EDIT: Facepalm; you're hashing the public key. You don't need to hide that. See my comment below.

3 comments

Two points. First, crypto is hard. Unless a system is proven to have a certain property, assume the worst case scenario for your system. Second, SHA256, RIPEMD160 are hashes. By definition (of an ideal hashing algorithm), every output can be generated with the same probability, and changing a single bit of the input will have a 50% chance of changing a given output bit.
I am familiar with how hashes work (I've written a Bitcoin address generator myself). To illustrate what I mean:

The Bitcoin address is just some chain of hashes (and a checksum) applied to the public key. To prove that the address IS actually output from the hash functions [and not spam], simply provide the public key along with it. Of course, you might say that is way too much data for the blockchain to handle. So you only limit the requirement of providing the public key to "suspicious" transactions. What constitutes a suspicious transaction could be a matter of debate, but I imagine it could be done, and it would avoid the problem of a Bitcoin's value depending on its ancestry.

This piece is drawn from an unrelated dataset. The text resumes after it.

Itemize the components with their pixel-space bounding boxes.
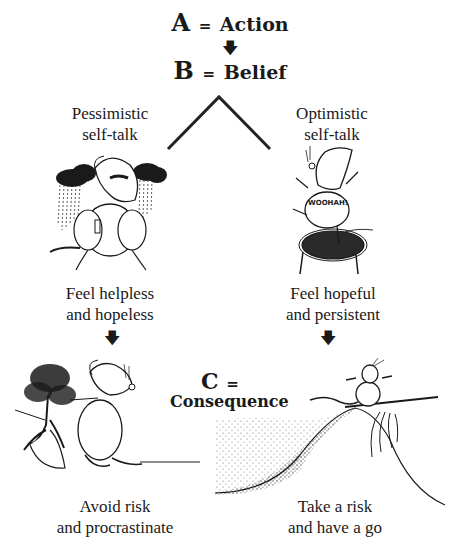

Yeah, I think there is actually WIP to do something along the lines of what you worked out.

However, I'm not sure what good identifying "suspicious transactions" is going to do. They're not reversible. You can't really make any attempt to "blacklist" them - you'll almost surely lose.

Clever! I completely forgot that was posted on HN like a week ago.
> I would think the solution to this problem

I see no problem here. Perhaps you could describe it?

I'm sorry. I don't understand your post.